In the run up to this week’s general election, a running theme among the manifestos and pledges of the UK’s major political parties has been to support communities in need.
The Conservatives have pledged £500m for disadvantaged people and youth clubs, to end rough sleeping, and a Cultural Investment Fund to help bring communities together. Labour’s recently published Civil Society Strategy pledges more grants for smaller projects and a Community Innovation Fund. The Liberal Democrats have focused on protecting sports and arts funding, and services for people with learning difficulties and/or autism.
Families increasingly depend on charities
With public services stretched, a vast amount of the communities in question are accessing services through the voluntary sector. Nine out of 10 families have accessed charity services at some point (74 per cent between 2017 and 2018), with children and young people being the most common recipients, according to research by the Charities Aid Foundation.
Now more than ever, the government needs to understand and support the voluntary sector, estimated by NCVO and ONS to have contributed £17bn to the UK economy in 2016/17. A significant barrier to this, however, is that the government doesn’t have a full picture of the sector’s size or scale, or even which organisations the government itself supports.
Many of the charities that people benefit from or volunteer with are grassroots and hyperlocal. They go ‘below the radar’ because, with their income under £5k, they are not required to register with the Charity Commission. They are important and well-known in their local communities but are not included in wider research on UK civil society.
Nine out of 10 families have accessed charity services at some point.
There is currently no robust, comprehensive data on where and what the government funds. This is problematic not only because we should be able to hold the government accountable for its spending, but also because government needs this information to understand its impact, spot trends or gaps, and strategically plan future funding. Other funders need this information too if they are to maximise their own grantmaking.
Another issue is that government grants have dwindled. Government grant giving peaked in 2003-2004 at £6bn but has now dropped to around £3bn a year. There has been a shift from giving grants to awarding contracts, which limits small voluntary and community sector organisations’ ability to apply due to complicated tender procedures and not having the required cash flow. A recent example of this involves the National Citizen Service and its dispute with the Challenge, which led to the charity’s collapse.
What needs to change
Improving the commissioning and funding environment for the voluntary sector is something that charities minister Baroness Barran has said is a priority in the recent policy paper #OurCivilSociety. When it comes to data, government should take its cue from the UK’s leading independent funders and publish all its grants data in a standard, open format, making it possible for anyone to find out who is funding what, where and what for.
By making this data available in the same way, it can be looked at in aggregate, compared with other funding streams and more easily combined with other data – such as location and deprivation – to enable new and important insights.
There is currently no robust, comprehensive data on what and where the government funds.
Growing numbers of independent funders are using the 360Giving data standard to publish data about their grants. Now, with tools such as GrantNav and 360Insights, it’s possible to search, compare, combine and visualise data on £30bn of grants awarded to 200,000 organisations working across the UK.
The data being shared in the 360Giving data standard tells us a lot. Bearing in mind the Conservatives’ pledge to end rough sleeping, we can see from research by NPC that grants from independent funders related to homelessness are rarely large-scale, multi-year grants. They are usually less than £10k per year, for one year, making it hard for the grantees to plan ahead. How are these grants complemented by government funding? Is that funding longer-term? Which organisations receive it and to do what? We can’t easily find this out, but this basic information is crucial if we are going to end rough sleeping through more strategic and targeted funding.
When it comes to the running theme in party manifestos of ‘bringing communities together’, while much has been said about supporting ‘left-behind’ communities, there has been little in the way of granular analysis of their locations or characteristics. Research commissioned by LocalTrust responded to this issue with ward-level analysis to assess civic assets, connectedness and engaged communities. Drawing on diverse datasets including 360Giving data, LocalTrust has developed a new community-needs index. This work complements research by the Young Foundation looking at community strength, which found a pattern of places that continue to be under-funded by the philanthropic, charitable and public sectors.
These research efforts would be boosted if the government shared better quality data. It has committed to publish its grants data to the 360Giving standard by March 2020. We are hopeful for this, despite a false start in 2018, when a poor quality dataset was released for grants awarded in 2017-18. This was missing basic details such as the organisations that received the grants.
If there were more of a culture of using data in government, the need to publish good quality data would be more keenly felt. Using and publishing open grants data needs to be a priority for the next government if it is to implement its pledges and assess its progress with addressing the many societal challenges we face today.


## What needs to be done:
Repeat the data below exactly, with every entry included.

## Stored data:
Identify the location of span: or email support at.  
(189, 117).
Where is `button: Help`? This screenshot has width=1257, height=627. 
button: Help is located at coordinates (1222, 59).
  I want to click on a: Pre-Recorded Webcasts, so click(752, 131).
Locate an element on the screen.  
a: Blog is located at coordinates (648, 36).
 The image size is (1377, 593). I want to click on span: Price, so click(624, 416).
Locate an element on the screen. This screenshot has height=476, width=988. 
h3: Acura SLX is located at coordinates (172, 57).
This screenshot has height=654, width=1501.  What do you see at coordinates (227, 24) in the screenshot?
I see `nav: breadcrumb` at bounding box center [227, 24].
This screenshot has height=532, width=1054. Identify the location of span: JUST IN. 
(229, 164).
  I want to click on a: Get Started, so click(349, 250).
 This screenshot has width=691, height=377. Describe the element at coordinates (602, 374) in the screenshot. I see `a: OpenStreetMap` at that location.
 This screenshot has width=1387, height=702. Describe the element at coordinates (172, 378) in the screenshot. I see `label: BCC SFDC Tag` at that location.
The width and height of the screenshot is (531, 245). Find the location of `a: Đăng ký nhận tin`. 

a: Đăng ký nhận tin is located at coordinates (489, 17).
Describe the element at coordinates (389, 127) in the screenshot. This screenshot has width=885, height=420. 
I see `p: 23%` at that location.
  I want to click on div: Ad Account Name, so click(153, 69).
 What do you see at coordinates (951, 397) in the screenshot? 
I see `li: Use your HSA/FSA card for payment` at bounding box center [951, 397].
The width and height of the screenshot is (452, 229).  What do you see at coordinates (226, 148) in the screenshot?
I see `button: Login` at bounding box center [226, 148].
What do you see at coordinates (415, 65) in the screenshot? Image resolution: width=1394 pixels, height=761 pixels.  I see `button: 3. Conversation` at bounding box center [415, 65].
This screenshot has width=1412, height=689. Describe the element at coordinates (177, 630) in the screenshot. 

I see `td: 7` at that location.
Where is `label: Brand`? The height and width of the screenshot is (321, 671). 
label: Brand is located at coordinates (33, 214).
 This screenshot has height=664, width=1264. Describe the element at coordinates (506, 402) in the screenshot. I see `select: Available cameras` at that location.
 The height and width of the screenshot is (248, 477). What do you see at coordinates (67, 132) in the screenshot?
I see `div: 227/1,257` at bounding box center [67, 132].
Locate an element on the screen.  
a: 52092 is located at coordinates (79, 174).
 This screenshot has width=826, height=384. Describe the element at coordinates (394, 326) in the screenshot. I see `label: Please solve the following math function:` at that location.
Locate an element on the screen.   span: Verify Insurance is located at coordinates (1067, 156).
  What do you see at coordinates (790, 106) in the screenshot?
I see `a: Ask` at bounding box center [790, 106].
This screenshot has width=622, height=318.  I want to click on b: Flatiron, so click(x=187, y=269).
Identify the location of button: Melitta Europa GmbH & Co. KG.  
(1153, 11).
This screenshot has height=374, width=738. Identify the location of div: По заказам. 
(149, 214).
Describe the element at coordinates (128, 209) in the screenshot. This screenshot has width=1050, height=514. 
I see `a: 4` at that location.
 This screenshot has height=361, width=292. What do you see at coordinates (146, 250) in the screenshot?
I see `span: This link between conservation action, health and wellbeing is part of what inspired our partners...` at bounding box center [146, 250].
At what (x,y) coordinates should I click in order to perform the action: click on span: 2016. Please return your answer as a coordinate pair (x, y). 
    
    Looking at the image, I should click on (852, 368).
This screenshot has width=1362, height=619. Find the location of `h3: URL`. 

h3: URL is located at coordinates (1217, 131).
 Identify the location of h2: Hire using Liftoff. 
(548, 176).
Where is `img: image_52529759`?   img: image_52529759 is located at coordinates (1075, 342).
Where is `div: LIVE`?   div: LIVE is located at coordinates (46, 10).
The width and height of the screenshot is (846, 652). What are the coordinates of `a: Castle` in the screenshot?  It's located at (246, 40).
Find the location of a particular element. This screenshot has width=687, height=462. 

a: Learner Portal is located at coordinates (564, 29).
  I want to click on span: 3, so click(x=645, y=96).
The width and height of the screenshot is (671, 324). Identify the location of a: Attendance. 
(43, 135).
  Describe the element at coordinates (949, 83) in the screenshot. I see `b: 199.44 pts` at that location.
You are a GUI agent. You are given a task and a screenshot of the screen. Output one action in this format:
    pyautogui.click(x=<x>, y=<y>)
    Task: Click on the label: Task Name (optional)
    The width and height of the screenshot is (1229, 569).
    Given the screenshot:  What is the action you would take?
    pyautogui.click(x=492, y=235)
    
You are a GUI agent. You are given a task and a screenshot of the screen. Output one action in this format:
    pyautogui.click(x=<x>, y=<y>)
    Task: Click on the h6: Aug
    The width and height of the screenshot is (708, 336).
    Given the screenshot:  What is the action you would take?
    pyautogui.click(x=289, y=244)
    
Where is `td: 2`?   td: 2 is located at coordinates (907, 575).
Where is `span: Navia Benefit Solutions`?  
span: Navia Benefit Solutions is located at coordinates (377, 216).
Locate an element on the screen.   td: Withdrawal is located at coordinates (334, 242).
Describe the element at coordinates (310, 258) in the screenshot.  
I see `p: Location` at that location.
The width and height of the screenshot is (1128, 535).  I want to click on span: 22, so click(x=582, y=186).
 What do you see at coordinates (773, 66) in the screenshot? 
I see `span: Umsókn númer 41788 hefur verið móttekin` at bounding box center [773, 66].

## Exercise result:
Identify the location of span: or email support at.  
(189, 117).
Where is `button: Help`? This screenshot has width=1257, height=627. 
button: Help is located at coordinates (1222, 59).
  I want to click on a: Pre-Recorded Webcasts, so click(752, 131).
Locate an element on the screen.  
a: Blog is located at coordinates (648, 36).
 The image size is (1377, 593). I want to click on span: Price, so click(624, 416).
Locate an element on the screen. This screenshot has height=476, width=988. 
h3: Acura SLX is located at coordinates (172, 57).
This screenshot has height=654, width=1501.  What do you see at coordinates (227, 24) in the screenshot?
I see `nav: breadcrumb` at bounding box center [227, 24].
This screenshot has height=532, width=1054. Identify the location of span: JUST IN. 
(229, 164).
  I want to click on a: Get Started, so click(349, 250).
 This screenshot has width=691, height=377. Describe the element at coordinates (602, 374) in the screenshot. I see `a: OpenStreetMap` at that location.
 This screenshot has width=1387, height=702. Describe the element at coordinates (172, 378) in the screenshot. I see `label: BCC SFDC Tag` at that location.
The width and height of the screenshot is (531, 245). Find the location of `a: Đăng ký nhận tin`. 

a: Đăng ký nhận tin is located at coordinates (489, 17).
Describe the element at coordinates (389, 127) in the screenshot. This screenshot has width=885, height=420. 
I see `p: 23%` at that location.
  I want to click on div: Ad Account Name, so click(153, 69).
 What do you see at coordinates (951, 397) in the screenshot? 
I see `li: Use your HSA/FSA card for payment` at bounding box center [951, 397].
The width and height of the screenshot is (452, 229).  What do you see at coordinates (226, 148) in the screenshot?
I see `button: Login` at bounding box center [226, 148].
What do you see at coordinates (415, 65) in the screenshot? Image resolution: width=1394 pixels, height=761 pixels.  I see `button: 3. Conversation` at bounding box center [415, 65].
This screenshot has width=1412, height=689. Describe the element at coordinates (177, 630) in the screenshot. 

I see `td: 7` at that location.
Where is `label: Brand`? The height and width of the screenshot is (321, 671). 
label: Brand is located at coordinates (33, 214).
 This screenshot has height=664, width=1264. Describe the element at coordinates (506, 402) in the screenshot. I see `select: Available cameras` at that location.
 The height and width of the screenshot is (248, 477). What do you see at coordinates (67, 132) in the screenshot?
I see `div: 227/1,257` at bounding box center [67, 132].
Locate an element on the screen.  
a: 52092 is located at coordinates (79, 174).
 This screenshot has width=826, height=384. Describe the element at coordinates (394, 326) in the screenshot. I see `label: Please solve the following math function:` at that location.
Locate an element on the screen.   span: Verify Insurance is located at coordinates (1067, 156).
  What do you see at coordinates (790, 106) in the screenshot?
I see `a: Ask` at bounding box center [790, 106].
This screenshot has width=622, height=318.  I want to click on b: Flatiron, so click(x=187, y=269).
Identify the location of button: Melitta Europa GmbH & Co. KG.  
(1153, 11).
This screenshot has height=374, width=738. Identify the location of div: По заказам. 
(149, 214).
Describe the element at coordinates (128, 209) in the screenshot. This screenshot has width=1050, height=514. 
I see `a: 4` at that location.
 This screenshot has height=361, width=292. What do you see at coordinates (146, 250) in the screenshot?
I see `span: This link between conservation action, health and wellbeing is part of what inspired our partners...` at bounding box center [146, 250].
At what (x,y) coordinates should I click in order to perform the action: click on span: 2016. Please return your answer as a coordinate pair (x, y). 
    
    Looking at the image, I should click on (852, 368).
This screenshot has width=1362, height=619. Find the location of `h3: URL`. 

h3: URL is located at coordinates (1217, 131).
 Identify the location of h2: Hire using Liftoff. 
(548, 176).
Where is `img: image_52529759`?   img: image_52529759 is located at coordinates (1075, 342).
Where is `div: LIVE`?   div: LIVE is located at coordinates (46, 10).
The width and height of the screenshot is (846, 652). What are the coordinates of `a: Castle` in the screenshot?  It's located at (246, 40).
Find the location of a particular element. This screenshot has width=687, height=462. 

a: Learner Portal is located at coordinates (564, 29).
  I want to click on span: 3, so click(x=645, y=96).
The width and height of the screenshot is (671, 324). Identify the location of a: Attendance. 
(43, 135).
  Describe the element at coordinates (949, 83) in the screenshot. I see `b: 199.44 pts` at that location.
You are a GUI agent. You are given a task and a screenshot of the screen. Output one action in this format:
    pyautogui.click(x=<x>, y=<y>)
    Task: Click on the label: Task Name (optional)
    The width and height of the screenshot is (1229, 569).
    Given the screenshot:  What is the action you would take?
    pyautogui.click(x=492, y=235)
    
You are a GUI agent. You are given a task and a screenshot of the screen. Output one action in this format:
    pyautogui.click(x=<x>, y=<y>)
    Task: Click on the h6: Aug
    The width and height of the screenshot is (708, 336).
    Given the screenshot:  What is the action you would take?
    pyautogui.click(x=289, y=244)
    
Where is `td: 2`?   td: 2 is located at coordinates (907, 575).
Where is `span: Navia Benefit Solutions`?  
span: Navia Benefit Solutions is located at coordinates (377, 216).
Locate an element on the screen.   td: Withdrawal is located at coordinates (334, 242).
Describe the element at coordinates (310, 258) in the screenshot.  
I see `p: Location` at that location.
The width and height of the screenshot is (1128, 535).  I want to click on span: 22, so click(x=582, y=186).
 What do you see at coordinates (773, 66) in the screenshot? 
I see `span: Umsókn númer 41788 hefur verið móttekin` at bounding box center [773, 66].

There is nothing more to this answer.